From AlienImpactsโ€™ team only Josh could attend in person while me and Jane had to attend virtually. However, it gave us the opportunity to live the conference in two different ways, and it was extremely well organised to combine the virtual and in-person talks. I can honestly say that it was the best hybrid format I have ever participated in. The sound and image were wonderful, the slides and the speaker were presented in two separate windows in the screen, the slides with more relevant information were enlarged when required and even the virtual speakers could see the applause of the whole room and the faces of the people who asked us questions! If one day I have to organise a hybrid conference, I will definitely ask the organisers of this congress!

The conference brought together experts and colleagues in the field of biological invasions, and it was a pleasure to listen and learn from the diversity of talks ranging from the more applied and management aspects to data collection and modelling aspects. It was a pity not to be able to spend time with them in person at the coffee breaks and see the poster sessions.

AlienImpacts contributions

Jane was the first speaker in the first day of talks after the keynote. She presented her recent study about context dependency in ecology, and she explained the differences between real and apparent context dependence, the main types, their causes, and potential solutions. It was a good opportunity to think about how often in ecology we attribute unexplained processes to context dependence as a generic entity and how possible it is to try to address it and attribute context dependence to specific causes and thus improve the conclusions of the studies.

Picture 1. Janeโ€™s talk during Tartu conference. View from the Tartu Conference Centre. Photo taken by Josh Brian.

Later that day I presented some results of my last study addressing the Darwin Naturalization Conundrum across spatial scales. According to Darwinโ€™s natural selection theory it can be expected that those introduced species more similar to natives are more successful in their establishment as they share accurate traits to survive in the new habitat (pre-adaptation hypothesis), but also that those introduced species more similar to the natives can be less successful due to competition with natives (limiting-similarity hypothesis). I showed that the relevance of these hypotheses varied across spatial scales for grasslands communities. It was great to share these results and discuss with colleges about it despite the distance.

Picture 2. Question from the audience during Mariaโ€™s talk. View for virtual attendants. Screenshots taken Jane Catford. It could be appreciated how clearly could the virtual audience and speaker follow the questions from people in the room.

Finally, Josh presented on Wednesday 13. He talked about his recent synthesis on enemy release hypothesis. Enemy release is one of the main hypotheses explaining the success of alien species in introduced ranges, and it states that during the invasion process, invasive species lose the enemies with which they interacted in their native range, and this allows them to improve their performance and outcompete natives in the new range.

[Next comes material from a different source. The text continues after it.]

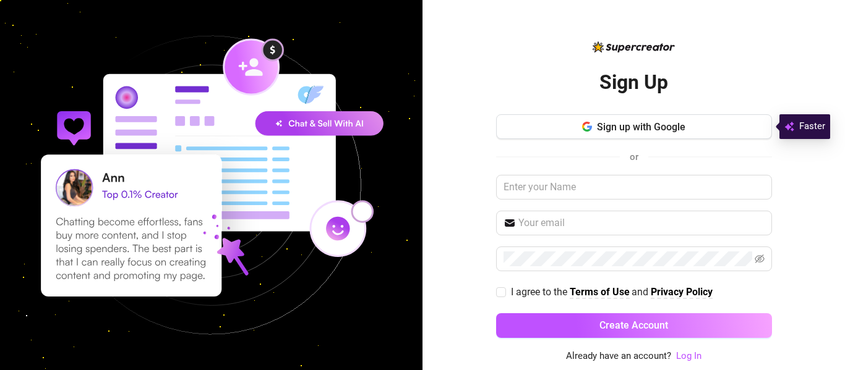 The width and height of the screenshot is (845, 370). What do you see at coordinates (633, 82) in the screenshot?
I see `h2: Sign Up` at bounding box center [633, 82].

He did a great job on compiling such a big number of studies and present the main findings in a simple way to the audience. He explained the different processes driving enemy release, and the relevance of different enemy release hypotheses along temporal and environmental gradients. Iโ€™m sure he had great discussions with colleges in Tartu after that.

Picture 3 Joshโ€™s talk during Tartu conference. View for virtual attendants. Screenshot taken by Josh Maria Perez-Navarro.

It was such a great experience to participate, we all enjoyed a lot the conference and we are looking forward to the next NEOBIOTA meeting in Lisbon in 2024!